Politically-active neighborhoods with well-organized associations, like Bailey, have been quite consistently represented in CoNP discussions. Residents of Bailey are represented by people specifically elected by members (chiefly homeowners) of the neighborhood.
While some other East Lansing neighborhoods (particularly condo associations) have formal homeowner associations with legally-formalized organizing documents and elected reps, many “neighborhoods” in East Lansing have either no formalized system or a representative system that has faded. In both of those cases, they may go unrepresented at CoNP.
For example, while there are now thousands of people living in the neighborhood East Lansing has identified as “Downtown,” there is no organization for that population and no rep to CoNP. While Whitehills and Glencairn have had neighborhood associations, neither has had a representative come to CoNP for some time.

Meanwhile, some relatively small geographic areas with relatively few residents function as full-blown “neighborhoods” at CoNP. The Abbott Woods condo association has been represented at CoNP by ex-mayor Mark Meadows since a few months after his resignation. (At CoNP, with Stephens in the mayor chair, Meadows has weighed in on many issues, effectively maintaining a degree of open political power in East Lansing’s system.)
Whether the neighborhood “reps” to CoNP convey information and concerns back and forth from CoNP to their neighborhoods is a different issue entirely. Not all do, because not all have organized associations that can reach residents.
What is clear is that it’s a lot easier to get the ear of the mayor (and a lot of other influential people) at a CoNP meeting than through, say, public comment at City Council, which limits one’s remarks to five minutes and at which the mayor feels no compunction to reply.
CoNP may be taking a “back to the future” approach soon.

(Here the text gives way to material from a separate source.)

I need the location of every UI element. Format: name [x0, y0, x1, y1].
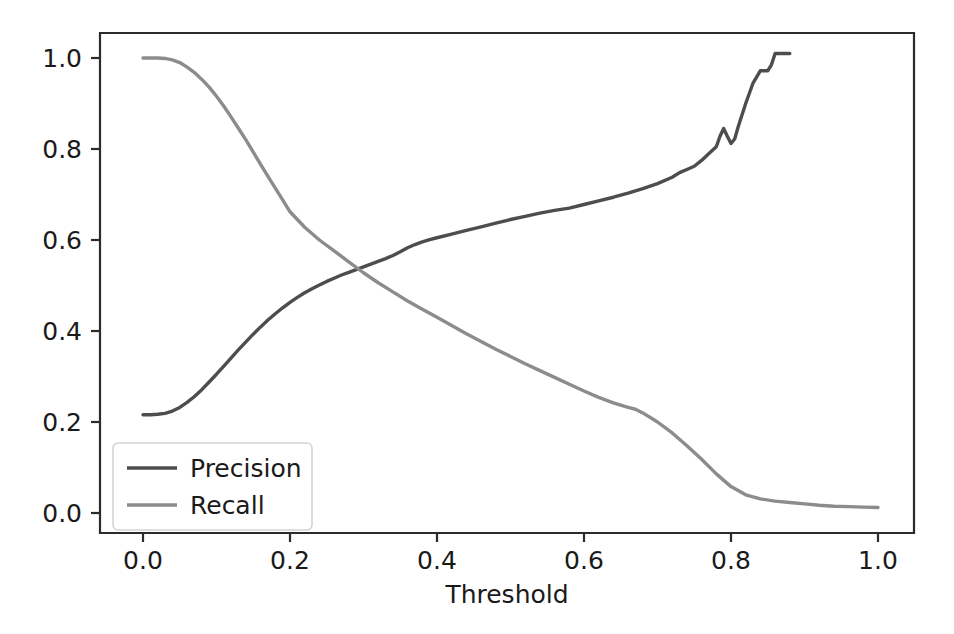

During the period when Ruth Beier was mayor, just before Covid-19 reached East Lansing, a movement formed at CoNP to return to something like the original model – with the neighborhood reps functioning as the agenda-setters for meetings. Beier was supportive of that idea.
Since then, a small group of long-time CoNP reps have been discussing development of a new approach. That group has included Raymond Vlasin of Harrison Meadows, Ruth Stump of Red Cedar, Barb McMillan of Chartwell Condominiums, Ralph Monsma of Pinecrest, and Anne Hill of Hawk Nest. They are planning to bring forward their recommendations soon, according to a communication to ELi from Vlasin. (Read it here.)
To get hard data about things like housing and political representation in East Lansing, Hill has independently been tracking the public qualified voter rolls and property records of East Lansing and has confirmed that there are thousands of year-round East Lansing residents effectively unrepresented at CoNP. Besides those already mentioned, she notes that there’s a swath of residences that include Hidden Tree and the complexes just east of there, north of Saginaw Street, between Harrison and Abbot Roads.
Also missing representation at CoNP and the City’s Neighborhoods map are relatively new subdivisions in the City’s Northern Tier, including Eagle Eye and Falcon Pointe and the Villas at Stratford Place.

CoNP has always been treated as an “open meeting” in practice; no one has been turned away from attending.
This means it is easy for a person who believes they represent a neighborhood to attend, participate, and convey information from the meeting.
In conjunction with this article, Hill told ELi that anyone who wants to be brought up to speed and connected to CoNP can reach out to her by contacting ELi and letting us know to connect them. She has said she is also happy to help people learn what they’ve missed and to convey questions and concerns.
The next meeting of CoNP will be on Monday, Sept. 20, according to Emily Gordon, Assistant to City Council.
Disclosures: Ray Vlasin is ELi’s Board Treasurer and Anne Hill serves on our Community Advisory Board. Alice Dreger has functioned for about ten years as a representative for the Oakwood Historic Neighborhood to CONP.